The Lady Sleuths MEGAPACK TM(257)
“Did anyone see you, once you got back to campus?”
“Not after Brandon dropped us off. I went down to the bathroom just before bed to brush my teeth, but there was nobody there or in the halls.”
“Tell me about the picnic,” I said.
She looked out the window for a minute before responding. “Well, you know about the fight beforehand. I never touched her freaking iPod—I have my own freaking iPod, everybody here has a freaking iPod!—but Katie just made up her mind I’d swiped it and practically chewed my head off. After you got her calmed down, though, she came back to the room and flopped down on her bed and picked up Bennington and hugged him—and her iPod was under the stupid bear, right where she’d left it. She apologized, but I think maybe she thought I really had taken it, but then I changed my mind when she was down in your room and put it back. Anyway, we didn’t hang out at the picnic—she was talking to Brandon, and I was with Blair and Ethan on the other side of the living room. Professor Farmer gave us our papers back around 10:15 or so, and what I remember is that Katie left soon after that. She was upset about her grade, I think. That was the last time I saw her.”
I got up from Katie’s bed and looked at her desk. Her laptop was there, open and on, but there was no term paper in sight. In the second drawer, I found her “Gender” notebook—but the paper wasn’t there, either.
“You didn’t see her here at the dorm?” I was still poking around, trying to find the paper or some other sign that she’d been back to her room after the picnic.
“No,” she said. “I didn’t. And I didn’t see her paper, either, if that’s what you’re looking for.”
I sighed. “Okay, Dee. Thanks. I—I’m going to take her bear with me for tonight, okay? I’ll bring it back in the morning, if her parents want it.”
“Okay,” she said, walking me to the door. I was halfway back to my room before I heard her say my name. I turned around.
“I really am sorry, Max,” she said.
* * * *
After talking to Dee, I really just needed to lie down and gather my thoughts, and that’s what I was doing when someone knocked on my door. I rose unsteadily and opened up to find a distraught Gavin inches from my face. Gavin was the preppiest person on the hall, male or female, and owned enough Polo shirts to make Ralph Lauren jealous. Today he was wearing a black Polo over khakis. Mourning attire.
“Can I come in?” he said. “I need to talk to someone—you knew Katie best and I—well, you know—I just need to talk.”
I nodded and let him into my room. He sat in the beanbag chair across from my bed and tried not to cry.
I handed him a tissue and sat on the edge of my bed, uncomfortable with his emotion but knowing I needed to talk to him, too.
“Remember,” he said at last, “what I told you, you know, about what happened yesterday afternoon?”
I frowned. The last thing I wanted to think about was that he had asked Katie out.
“No, listen,” he continued, “what if it’s my fault that she—well, that she—died?”
I leaned forward. “Gavin,” I said, “it’s not your fault unless you killed her. Did you kill her?”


### Directions for this task
Keep to the lines from the one with "The screen is 683px" through the end of the data, and write them out exactly.

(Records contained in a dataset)
# # # # #

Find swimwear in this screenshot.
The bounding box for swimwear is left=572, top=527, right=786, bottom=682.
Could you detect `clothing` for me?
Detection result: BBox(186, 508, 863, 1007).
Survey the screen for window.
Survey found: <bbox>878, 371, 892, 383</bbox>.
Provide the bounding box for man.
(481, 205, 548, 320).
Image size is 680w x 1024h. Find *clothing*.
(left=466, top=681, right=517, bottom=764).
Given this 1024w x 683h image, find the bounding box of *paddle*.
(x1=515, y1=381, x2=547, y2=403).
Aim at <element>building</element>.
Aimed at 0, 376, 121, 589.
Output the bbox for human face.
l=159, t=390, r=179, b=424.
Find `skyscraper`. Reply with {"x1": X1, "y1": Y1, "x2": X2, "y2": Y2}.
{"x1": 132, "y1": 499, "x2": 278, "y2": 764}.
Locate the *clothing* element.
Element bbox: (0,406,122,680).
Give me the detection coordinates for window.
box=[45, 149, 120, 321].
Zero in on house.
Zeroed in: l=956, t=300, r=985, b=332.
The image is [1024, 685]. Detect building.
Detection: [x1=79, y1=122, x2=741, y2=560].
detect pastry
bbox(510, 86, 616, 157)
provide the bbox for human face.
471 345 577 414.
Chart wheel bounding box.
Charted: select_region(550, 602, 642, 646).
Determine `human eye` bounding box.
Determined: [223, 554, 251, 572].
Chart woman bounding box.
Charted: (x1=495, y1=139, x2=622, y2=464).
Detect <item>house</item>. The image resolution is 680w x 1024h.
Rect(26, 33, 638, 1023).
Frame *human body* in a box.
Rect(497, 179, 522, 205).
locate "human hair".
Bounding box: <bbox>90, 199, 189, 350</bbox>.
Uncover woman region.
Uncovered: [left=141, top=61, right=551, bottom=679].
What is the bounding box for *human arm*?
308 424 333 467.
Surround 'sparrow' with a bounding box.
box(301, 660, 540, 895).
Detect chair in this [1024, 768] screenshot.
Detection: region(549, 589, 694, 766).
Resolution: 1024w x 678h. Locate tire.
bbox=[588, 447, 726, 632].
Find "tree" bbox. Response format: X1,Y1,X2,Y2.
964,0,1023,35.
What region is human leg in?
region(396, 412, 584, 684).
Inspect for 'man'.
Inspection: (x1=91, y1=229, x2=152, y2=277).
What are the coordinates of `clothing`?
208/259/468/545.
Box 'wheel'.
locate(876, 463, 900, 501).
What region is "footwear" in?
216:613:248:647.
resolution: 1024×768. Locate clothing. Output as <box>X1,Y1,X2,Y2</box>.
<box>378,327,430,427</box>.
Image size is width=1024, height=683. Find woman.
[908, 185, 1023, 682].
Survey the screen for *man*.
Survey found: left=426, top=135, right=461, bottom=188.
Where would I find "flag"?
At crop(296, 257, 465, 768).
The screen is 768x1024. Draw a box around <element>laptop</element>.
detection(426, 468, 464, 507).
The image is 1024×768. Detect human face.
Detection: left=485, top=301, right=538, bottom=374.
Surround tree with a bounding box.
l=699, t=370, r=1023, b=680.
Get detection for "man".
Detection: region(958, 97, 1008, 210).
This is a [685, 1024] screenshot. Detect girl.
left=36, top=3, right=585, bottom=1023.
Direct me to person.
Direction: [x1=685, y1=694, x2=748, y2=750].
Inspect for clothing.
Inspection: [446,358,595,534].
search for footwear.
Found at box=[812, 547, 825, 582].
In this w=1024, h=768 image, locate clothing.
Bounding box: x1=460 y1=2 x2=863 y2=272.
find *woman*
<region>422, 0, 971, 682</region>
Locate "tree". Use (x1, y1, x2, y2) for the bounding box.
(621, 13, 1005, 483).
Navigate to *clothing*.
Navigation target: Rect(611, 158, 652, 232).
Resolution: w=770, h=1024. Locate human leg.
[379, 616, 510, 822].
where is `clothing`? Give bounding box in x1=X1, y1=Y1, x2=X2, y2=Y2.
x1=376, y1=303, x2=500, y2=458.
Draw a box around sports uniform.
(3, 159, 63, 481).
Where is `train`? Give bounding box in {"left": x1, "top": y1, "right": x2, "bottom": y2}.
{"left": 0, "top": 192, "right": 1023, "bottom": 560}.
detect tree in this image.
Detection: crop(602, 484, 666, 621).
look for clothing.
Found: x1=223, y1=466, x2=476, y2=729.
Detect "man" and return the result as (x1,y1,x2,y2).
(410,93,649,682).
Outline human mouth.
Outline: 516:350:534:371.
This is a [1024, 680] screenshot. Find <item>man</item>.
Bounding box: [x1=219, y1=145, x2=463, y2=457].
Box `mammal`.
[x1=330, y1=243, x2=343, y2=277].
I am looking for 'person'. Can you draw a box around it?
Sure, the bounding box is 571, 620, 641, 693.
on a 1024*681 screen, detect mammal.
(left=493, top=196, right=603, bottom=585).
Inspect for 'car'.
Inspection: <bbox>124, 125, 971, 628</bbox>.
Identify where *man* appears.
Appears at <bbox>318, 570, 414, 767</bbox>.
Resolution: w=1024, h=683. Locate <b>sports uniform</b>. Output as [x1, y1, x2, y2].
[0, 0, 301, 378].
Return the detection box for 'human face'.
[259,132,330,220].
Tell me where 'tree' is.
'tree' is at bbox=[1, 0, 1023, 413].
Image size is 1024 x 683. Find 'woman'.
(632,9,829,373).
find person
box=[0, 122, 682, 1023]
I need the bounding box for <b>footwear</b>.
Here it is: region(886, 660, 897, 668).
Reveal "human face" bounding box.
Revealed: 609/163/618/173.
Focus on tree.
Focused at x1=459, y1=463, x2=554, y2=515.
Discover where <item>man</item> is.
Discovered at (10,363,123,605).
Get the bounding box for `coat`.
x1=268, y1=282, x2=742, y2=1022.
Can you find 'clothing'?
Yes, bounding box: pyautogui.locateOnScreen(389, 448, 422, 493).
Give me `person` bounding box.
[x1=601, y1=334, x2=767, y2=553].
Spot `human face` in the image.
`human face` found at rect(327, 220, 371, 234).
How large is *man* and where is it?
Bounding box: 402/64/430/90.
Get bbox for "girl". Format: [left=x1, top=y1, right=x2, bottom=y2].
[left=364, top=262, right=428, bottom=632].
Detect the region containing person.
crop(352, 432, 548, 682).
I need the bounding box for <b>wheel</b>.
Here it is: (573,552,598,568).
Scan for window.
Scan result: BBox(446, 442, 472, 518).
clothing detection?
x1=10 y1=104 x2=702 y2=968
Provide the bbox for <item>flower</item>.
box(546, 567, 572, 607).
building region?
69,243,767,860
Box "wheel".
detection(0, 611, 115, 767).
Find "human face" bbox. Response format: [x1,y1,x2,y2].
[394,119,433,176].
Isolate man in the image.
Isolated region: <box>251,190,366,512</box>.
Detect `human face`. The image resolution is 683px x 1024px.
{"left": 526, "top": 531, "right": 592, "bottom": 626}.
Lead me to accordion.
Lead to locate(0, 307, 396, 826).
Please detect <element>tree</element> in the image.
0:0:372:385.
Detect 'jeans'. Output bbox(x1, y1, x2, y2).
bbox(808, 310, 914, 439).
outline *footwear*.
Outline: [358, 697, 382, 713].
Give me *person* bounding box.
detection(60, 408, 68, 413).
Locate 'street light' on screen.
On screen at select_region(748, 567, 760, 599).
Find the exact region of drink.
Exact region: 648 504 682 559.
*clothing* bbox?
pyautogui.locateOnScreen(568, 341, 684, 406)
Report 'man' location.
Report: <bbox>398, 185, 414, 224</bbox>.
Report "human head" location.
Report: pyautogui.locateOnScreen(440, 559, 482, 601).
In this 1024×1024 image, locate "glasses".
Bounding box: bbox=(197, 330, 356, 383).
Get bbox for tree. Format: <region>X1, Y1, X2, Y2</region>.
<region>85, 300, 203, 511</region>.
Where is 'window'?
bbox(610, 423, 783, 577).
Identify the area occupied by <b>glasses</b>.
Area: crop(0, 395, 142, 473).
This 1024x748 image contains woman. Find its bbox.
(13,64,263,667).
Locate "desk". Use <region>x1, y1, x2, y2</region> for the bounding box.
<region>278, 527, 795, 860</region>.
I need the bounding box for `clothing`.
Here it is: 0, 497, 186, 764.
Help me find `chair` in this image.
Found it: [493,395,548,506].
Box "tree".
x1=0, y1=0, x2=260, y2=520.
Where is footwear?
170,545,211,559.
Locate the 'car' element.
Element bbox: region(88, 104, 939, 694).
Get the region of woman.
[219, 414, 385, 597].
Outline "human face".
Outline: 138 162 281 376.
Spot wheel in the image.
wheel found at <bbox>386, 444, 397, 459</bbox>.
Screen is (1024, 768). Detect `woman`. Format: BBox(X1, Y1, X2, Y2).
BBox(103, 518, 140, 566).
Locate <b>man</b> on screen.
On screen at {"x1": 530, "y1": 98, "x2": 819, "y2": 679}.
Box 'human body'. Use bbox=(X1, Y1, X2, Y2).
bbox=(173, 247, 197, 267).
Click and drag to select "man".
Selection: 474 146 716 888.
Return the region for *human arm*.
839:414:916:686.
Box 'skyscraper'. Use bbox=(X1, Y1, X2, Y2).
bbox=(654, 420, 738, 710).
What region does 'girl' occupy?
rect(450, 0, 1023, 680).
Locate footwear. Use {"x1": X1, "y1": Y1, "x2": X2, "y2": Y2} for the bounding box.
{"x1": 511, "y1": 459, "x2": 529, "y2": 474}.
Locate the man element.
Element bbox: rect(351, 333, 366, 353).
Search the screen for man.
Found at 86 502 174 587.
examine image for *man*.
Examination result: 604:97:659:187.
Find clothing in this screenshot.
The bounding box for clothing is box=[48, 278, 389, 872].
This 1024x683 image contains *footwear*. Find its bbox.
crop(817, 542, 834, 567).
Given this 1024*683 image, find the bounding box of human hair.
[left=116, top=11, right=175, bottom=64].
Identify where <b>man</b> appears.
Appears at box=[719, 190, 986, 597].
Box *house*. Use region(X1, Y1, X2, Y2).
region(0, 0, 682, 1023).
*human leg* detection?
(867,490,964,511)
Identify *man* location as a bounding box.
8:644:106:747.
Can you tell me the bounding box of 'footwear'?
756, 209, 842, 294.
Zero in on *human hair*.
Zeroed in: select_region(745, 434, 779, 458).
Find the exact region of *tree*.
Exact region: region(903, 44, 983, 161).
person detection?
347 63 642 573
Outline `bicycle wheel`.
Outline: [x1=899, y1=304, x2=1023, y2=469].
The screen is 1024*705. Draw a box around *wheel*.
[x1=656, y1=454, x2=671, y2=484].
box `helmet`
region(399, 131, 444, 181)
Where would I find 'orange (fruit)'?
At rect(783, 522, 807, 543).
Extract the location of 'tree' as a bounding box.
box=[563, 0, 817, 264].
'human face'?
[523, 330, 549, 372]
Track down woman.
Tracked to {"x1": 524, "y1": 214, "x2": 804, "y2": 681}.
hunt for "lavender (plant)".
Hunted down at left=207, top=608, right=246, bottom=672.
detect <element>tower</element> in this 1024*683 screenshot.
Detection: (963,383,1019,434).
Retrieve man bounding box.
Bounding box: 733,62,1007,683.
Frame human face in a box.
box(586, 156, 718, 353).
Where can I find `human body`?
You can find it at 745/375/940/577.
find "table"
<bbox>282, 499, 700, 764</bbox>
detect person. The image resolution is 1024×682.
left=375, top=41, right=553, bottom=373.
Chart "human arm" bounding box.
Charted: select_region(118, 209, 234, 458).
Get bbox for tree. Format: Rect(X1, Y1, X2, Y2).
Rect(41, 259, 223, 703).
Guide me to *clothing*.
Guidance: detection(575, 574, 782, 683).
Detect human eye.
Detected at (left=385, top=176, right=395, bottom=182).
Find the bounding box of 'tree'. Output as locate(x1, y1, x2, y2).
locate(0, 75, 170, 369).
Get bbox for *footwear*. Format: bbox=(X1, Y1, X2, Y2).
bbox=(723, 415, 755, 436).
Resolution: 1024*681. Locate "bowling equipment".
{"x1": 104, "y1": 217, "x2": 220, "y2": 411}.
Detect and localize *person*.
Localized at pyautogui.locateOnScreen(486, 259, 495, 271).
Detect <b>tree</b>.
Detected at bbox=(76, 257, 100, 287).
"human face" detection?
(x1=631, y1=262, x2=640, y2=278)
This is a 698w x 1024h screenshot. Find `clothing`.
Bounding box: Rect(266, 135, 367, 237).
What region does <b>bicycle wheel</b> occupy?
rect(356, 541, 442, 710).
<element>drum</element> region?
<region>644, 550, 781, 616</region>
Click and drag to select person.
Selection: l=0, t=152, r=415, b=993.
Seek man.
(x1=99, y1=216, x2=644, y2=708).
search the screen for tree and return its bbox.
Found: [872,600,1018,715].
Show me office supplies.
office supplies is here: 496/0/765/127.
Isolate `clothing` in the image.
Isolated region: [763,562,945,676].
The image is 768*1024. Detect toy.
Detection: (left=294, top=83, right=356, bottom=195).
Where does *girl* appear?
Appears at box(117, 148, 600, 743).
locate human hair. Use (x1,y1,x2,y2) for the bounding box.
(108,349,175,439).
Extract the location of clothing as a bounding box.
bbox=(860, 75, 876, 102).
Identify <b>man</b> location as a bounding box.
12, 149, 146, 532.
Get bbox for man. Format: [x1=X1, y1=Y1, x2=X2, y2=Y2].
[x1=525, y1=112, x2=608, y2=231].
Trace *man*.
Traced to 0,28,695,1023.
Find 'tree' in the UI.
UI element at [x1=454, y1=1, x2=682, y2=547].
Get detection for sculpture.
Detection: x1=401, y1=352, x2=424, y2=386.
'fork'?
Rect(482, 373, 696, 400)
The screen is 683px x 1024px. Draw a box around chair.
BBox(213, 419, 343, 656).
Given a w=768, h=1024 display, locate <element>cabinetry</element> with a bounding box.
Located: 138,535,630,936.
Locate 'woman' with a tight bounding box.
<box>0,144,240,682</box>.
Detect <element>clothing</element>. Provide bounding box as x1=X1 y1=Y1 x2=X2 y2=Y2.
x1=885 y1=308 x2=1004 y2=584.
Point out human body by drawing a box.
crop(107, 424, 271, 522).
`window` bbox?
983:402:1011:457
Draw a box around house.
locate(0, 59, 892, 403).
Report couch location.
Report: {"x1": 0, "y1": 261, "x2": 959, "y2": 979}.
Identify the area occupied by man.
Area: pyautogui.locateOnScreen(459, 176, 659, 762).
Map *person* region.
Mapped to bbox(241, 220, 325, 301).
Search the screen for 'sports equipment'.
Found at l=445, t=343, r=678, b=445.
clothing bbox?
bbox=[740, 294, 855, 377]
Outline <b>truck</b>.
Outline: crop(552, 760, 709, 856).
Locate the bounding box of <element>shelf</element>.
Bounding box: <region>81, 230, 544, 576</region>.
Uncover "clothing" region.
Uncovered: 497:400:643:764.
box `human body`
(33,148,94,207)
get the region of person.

# # # # #

### Written solution
The screen is 683px x 1024px. Draw a box around chair.
BBox(213, 419, 343, 656).
Given a w=768, h=1024 display, locate <element>cabinetry</element> with a bounding box.
Located: 138,535,630,936.
Locate 'woman' with a tight bounding box.
<box>0,144,240,682</box>.
Detect <element>clothing</element>. Provide bounding box as x1=X1 y1=Y1 x2=X2 y2=Y2.
x1=885 y1=308 x2=1004 y2=584.
Point out human body by drawing a box.
crop(107, 424, 271, 522).
`window` bbox?
983:402:1011:457
Draw a box around house.
locate(0, 59, 892, 403).
Report couch location.
Report: {"x1": 0, "y1": 261, "x2": 959, "y2": 979}.
Identify the area occupied by man.
Area: pyautogui.locateOnScreen(459, 176, 659, 762).
Map *person* region.
Mapped to bbox(241, 220, 325, 301).
Search the screen for 'sports equipment'.
Found at l=445, t=343, r=678, b=445.
clothing bbox?
bbox=[740, 294, 855, 377]
Outline <b>truck</b>.
Outline: crop(552, 760, 709, 856).
Locate the bounding box of <element>shelf</element>.
Bounding box: <region>81, 230, 544, 576</region>.
Uncover "clothing" region.
Uncovered: 497:400:643:764.
box `human body`
(33,148,94,207)
get the region of person.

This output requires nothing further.